Sometimes progress is hard to see, when looking at the big picture, because
there is very little of it. But sometimes progress is hard to see because
the big picture is out of focus. When perioperative deaths ascribed to anae
sthesia are in the order of 1 in 20 000 operations and even changes in majo
r morbidity require massive sample sizes to detect, neuroanaesthesia's most
emphatic yardstick of progress is too crude to measure advances that have
occurred over the most recent decade. We clearly need to become more famili
ar with neuropsychological tests that can detect subtle changes.
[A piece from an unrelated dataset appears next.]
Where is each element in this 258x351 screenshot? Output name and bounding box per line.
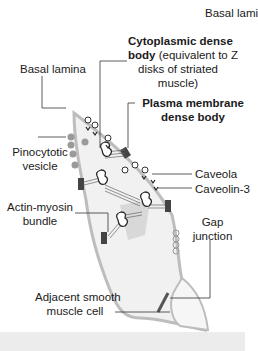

Today, for
elective neurosurgery, we are primarily in the business of doing two thing
s - pushing the envelope for surgical intervention to include cases that wo
uld have been considered too risky 15 years ago, and reducing the frequency
of ''Uncle-Joe-has-never-been-the-same-since-they-operated-on-his-brain sy
ndrome''. Both of these areas of progress are empirically measurable, but w
e have not made much progress towards measuring them. Of course, this measu
rement problem plagues anaesthesiology generally, and we need to attend to
it in general. Meanwhile, saying where we are relative to the recent past a
nd the near future involves a lot of guesswork. What follows is my guesswor
k about progress in neurosurgical anaesthesiology.